If you want to use the tool well, a good workflow is to run at least three scenarios: a conservative case, a baseline case, and an optimistic case. Keep the coupling fixed if you are testing hardware changes, or keep the hardware fixed if you are comparing theory benchmarks. Then watch how the balance between the (gBL/2)2 factor and the coherence term changes. That habit turns the calculator from a one-off answer into a small decision aid.

Enter axion–photon mixing parameters

Use consistent units. The calculator converts your values to natural units internally and reports a dimensionless probability together with the coherence parameter qL.

Enter parameters to compute conversion probability.

Mini-game: Primakoff Phase Match

This optional arcade mini-game turns the calculator’s physics into a quick timing-and-tuning challenge. Adjust photon energy, wait for a strong magnetic-field pulse, and fire when an axion packet crosses the conversion line. Your best shots are the ones that keep qL small and hit during a bright field crest.

Score0
Time75s
Streak0
Wave1
Best0

Photon energy tuning: 2.50 eV · Aim for qL < 1 while the field pulse is bright.

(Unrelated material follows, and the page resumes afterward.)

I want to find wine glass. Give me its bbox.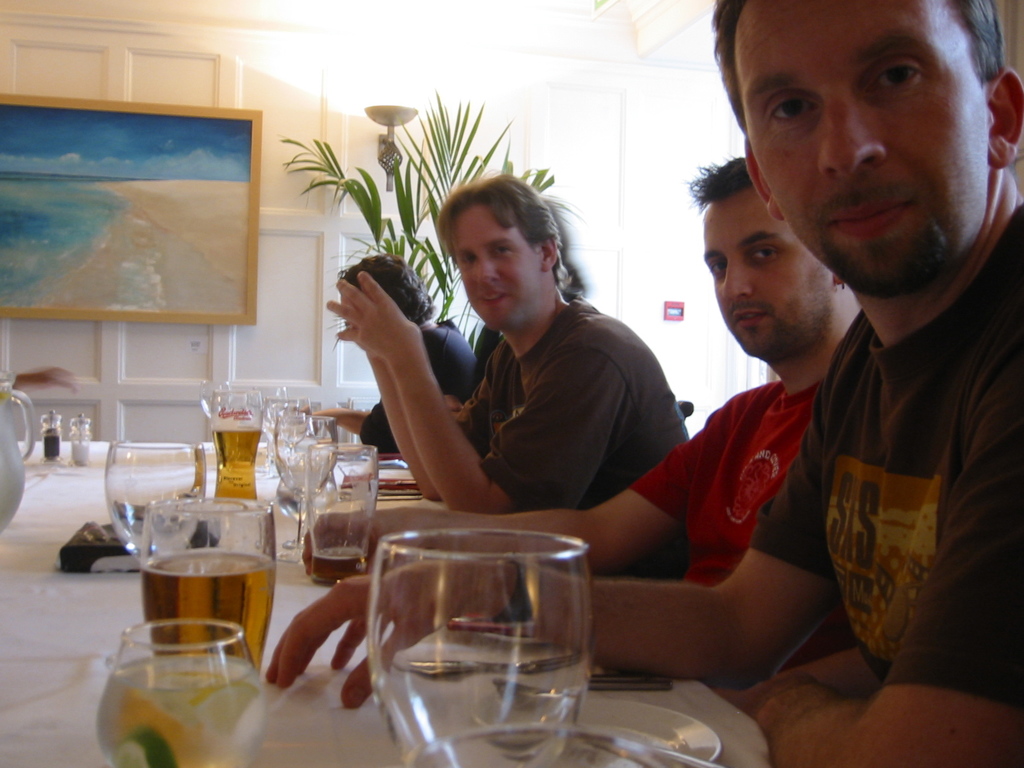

Mission: convert the cleanest packets

Move or drag across the canvas to tune photon energy. Tap, click, or press Space to fire through the magnet when a packet crosses the center line. Higher score comes from three things happening at once: precise timing, a bright magnetic pulse, and low phase mismatch.

  • Blue packets are normal targets.
  • Gold packets are bonus helioscope bursts.
  • Later waves add magnetic turbulence and faster crossings.

Best lab score: 0. One short run is enough to feel why coherence matters.

Educational takeaway: in the calculator, conversion grows with the magnetic setup only if the axion and photon stay phase-matched across the path.

The game is separate from the calculator result and does not change the math above. It is just a faster way to build intuition for B, L, energy tuning, and the suppression hidden inside the sinc2 term.

Reading the number like a physicist, not like a headline

Small probabilities can look discouraging when you see them in isolation, but that is not the right way to read this page. In axion phenomenology, many meaningful scenarios involve probabilities that are tiny on everyday scales. What matters is how the number moves when you change a parameter deliberately. If doubling the magnetic field quadruples the probability while the regime stays coherent, that confirms the expected scaling. If extending the magnet no longer helps because qL has become large, you have learned that coherence, not hardware length, is your present limit.

The copy button is useful for that comparative workflow. Run a baseline case, copy it, then change just one variable and compute again. Because the output includes both the probability and qL, you can tell whether a change improved the amplitude side of the formula, the coherence side, or both. That makes the page useful for classroom exercises, proposal back-of-the-envelope checks, and conversations where you want a quick numerical anchor before opening a more detailed code base.

Saving Your Result

Use the copy button to store the exact output string for notes, email, or a lab notebook. A copied result is most helpful when you pair it with the input values and a short sentence describing the scenario, such as whether you were testing a stronger magnet, a lighter axion benchmark, or a higher photon energy. That way the number stays interpretable later instead of becoming an isolated probability with no context.